Free Newsletter
Editor's Corner

This week's 3GSM World Congress in Barcelona generated a staggering number of announcements, deals and opinions, and while it will no doubt take some time to sort through and make sense of them all, the one phrase that sticks out for me is "iPhone killer." It's an expression bandied about quite a lot lately, especially given that the iPhone itself is still months away from release. (Google it--when I did so Thursday night, it generated no fewer than 878,000 results.) Of the many "iPhone killers" launched at 3GSM, perhaps the most intriguing is Music Station, a new subscription service created by London-based Omnifone that offers consumers unlimited downloads from a catalog of over one million songs for £1.99 per week. Omnifone has already signed deals with 23 mobile operators in 40 countries, in large part because, unlike Apple's iTunes, Music Station promises compatibility with any existing music-capable handset.
Critics of Music Station cite its subscription model as its fatal flaw--the downloads disappear when the subscription comes to a halt, and conventional wisdom suggests that consumers want to own their music, not rent it. As a lifelong sucker for limited-edition packages, remastered reissues and the like, I've always placed a premium on content ownership, but as time goes by I'm not so sure: I'm currently in the midst of moving, and the physical demands of packing up my CD collection--not to mention all of my books, DVDs, comics and vinyl--makes me question the wisdom of maintaining so much pop culture ephemera in the first place. Of course, I'm not the demographic Music Station is targeting--that would be the ever-popular youth market, and in their world songs are far more important than albums and MP3s are much more valuable than CDs. So if albums as cohesive creative statements are passé, and if CDs as physical products are over, then where does ownership fit into the new content paradigm anyway?
The relative value and meaning of content ownership are elusive concepts at best. Consumers above a certain age expect to own music because that's how it's always been. But while it's only in recent years that DVD has made it possible for those same consumers to affordably assemble personal collections of favorite films and TV shows, none of them used to complain when buying movie tickets or paying cable bills that ownership of that content wasn't part of the deal. It's all a matter of perspective, informed by what you grow up knowing--and the reality is that, almost a decade removed from the release of the original Napster, an entire generation of listeners has grown up acquiring and listening to music in the form of compressed digital files. They share no nostalgic affinity for CDs, let alone vinyl--their record collections exist on PCs and handheld devices. It's much too early to say whether for them ownership is as antiquated a notion as Victrolas and shellac 78's, but also much too early to write off a service like Music Station just because it doesn't adhere to the music business economics we've always known. "iPhone killer?" Probably not. "Record collector killer"? Maybe. - Jason
P.S. In observance of Presidents' Day, FierceMobileContent will not publish on Monday, Feb. 19. See you on Tuesday.
Comments
Editors,
Thank you for your commentaries! I enjoy a group of professional writers who cover the trade daily AND even add a personal touch to outwardly display that they are indeed in touch with your target audience. Thanks!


ABOUT THIS EXERCISE: Omit the images and output every line of the data below exactly.
──────
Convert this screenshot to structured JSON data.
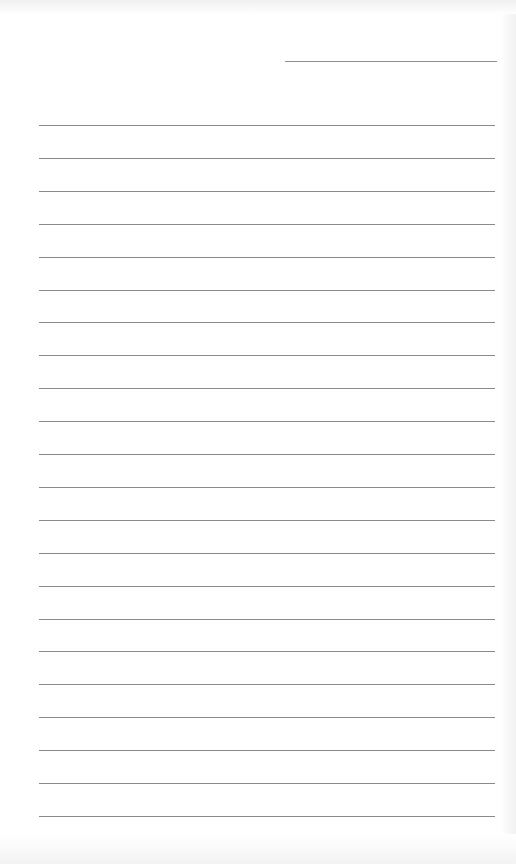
{
  "page": {
    "type": "lined-paper",
    "header_line": {
      "label": ""
    },
    "line_count": 22,
    "lines": [
      "",
      "",
      "",
      "",
      "",
      "",
      "",
      "",
      "",
      "",
      "",
      "",
      "",
      "",
      "",
      "",
      "",
      "",
      "",
      "",
      "",
      ""
    ],
    "colors": {
      "paper": "#ffffff",
      "rule": "#8a8a8a"
    }
  }
}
──────
WRITTEN ANSWER:
Convert this screenshot to structured JSON data.
{
  "page": {
    "type": "lined-paper",
    "header_line": {
      "label": ""
    },
    "line_count": 22,
    "lines": [
      "",
      "",
      "",
      "",
      "",
      "",
      "",
      "",
      "",
      "",
      "",
      "",
      "",
      "",
      "",
      "",
      "",
      "",
      "",
      "",
      "",
      ""
    ],
    "colors": {
      "paper": "#ffffff",
      "rule": "#8a8a8a"
    }
  }
}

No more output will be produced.